Let he who is without crack-induced nudes cast the first stone
What does President Biden know about the release of private photos?
President Joe Biden often likes to tout his involvement in passing the Violence Against Women Act. So, naturally, the president was on hand to speak about the issue this week at an event marking the bill’s reauthorization.
With his trademark eloquence, Biden emphasized how the reauthorization took aim at revenge porn, which he described as “a new civil rights cause of action for those whose intimate images were shared on a public screen.”
“I bet everybody knows somebody,” the president explained, “that in an intimate relationship, what happened was the guy takes a revealing picture of his naked friend, or whatever, in a compromising position and then blackmails.”
True enough, Mr. Biden. Who among us, to pick a random hypothetical from the aether, has not had to face the scandalous repercussions of intimate, illicit photos surfacing after we left a laptop uncollected at a computer repair shop in the sleepy state of Delaware?
Cockburn shudders at the thought that such pictures, which could include anything from indelicate images of his sexual conquests and large appendage to his casual, right-before-bedtime crack pipe, might not only be seen publicly but also could carry potential consequences. And not just for him, mind you: that’s the thing people always lose sight of in matters involving revenge porn — when such photos come to light, it affects not just you but also your loved ones.
Why, Cockburn can only imagine how ashamed he would feel if, let’s call it what it is, filthy revenge porn in any way hurt the presidential aspirations of his former vice president father, or the lover-cum-sister-in-law of his deceased, war hero brother, or even the estranged stripper-mother of his drug-induced, Southern love child. To say nothing of the harm it would do to Cockburn’s own professional reputation among his Ukrainian financier buddies (who are going through a lot at the moment as it is).

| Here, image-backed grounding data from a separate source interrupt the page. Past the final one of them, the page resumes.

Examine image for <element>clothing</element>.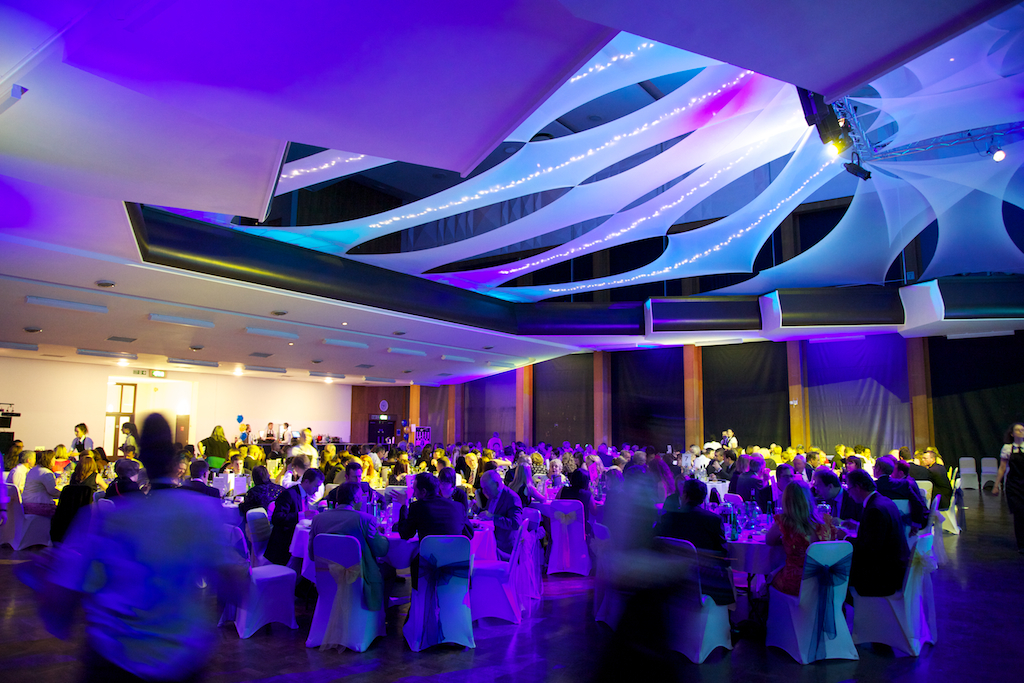
Examination result: 201, 436, 233, 471.
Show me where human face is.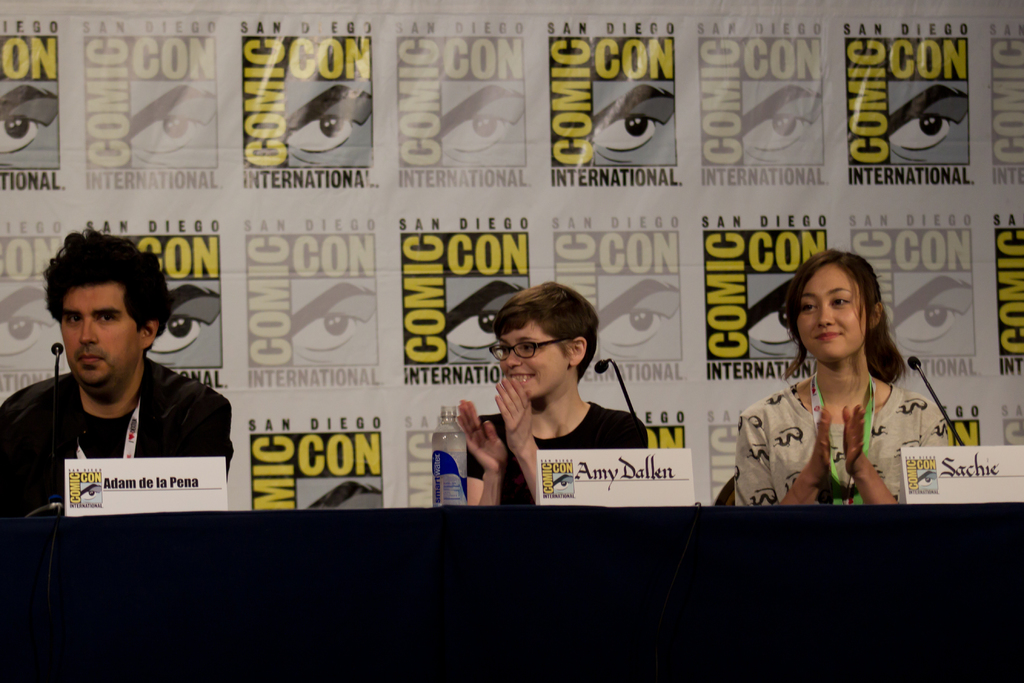
human face is at [63,286,141,391].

That the release of such photos should classify as a civil rights issue is putting it mildly!
Of course, as noted above, Cockburn is only imagining worst-case-scenario hypotheticals. There’s no way anything like this could happen to anyone in real life, especially someone as respected and admired as, say, the president’s son Hunter.
Indeed, according to one insider with intimate knowledge of Hunter Biden’s photo library, “Is it blackmail if you feel no shame about it?”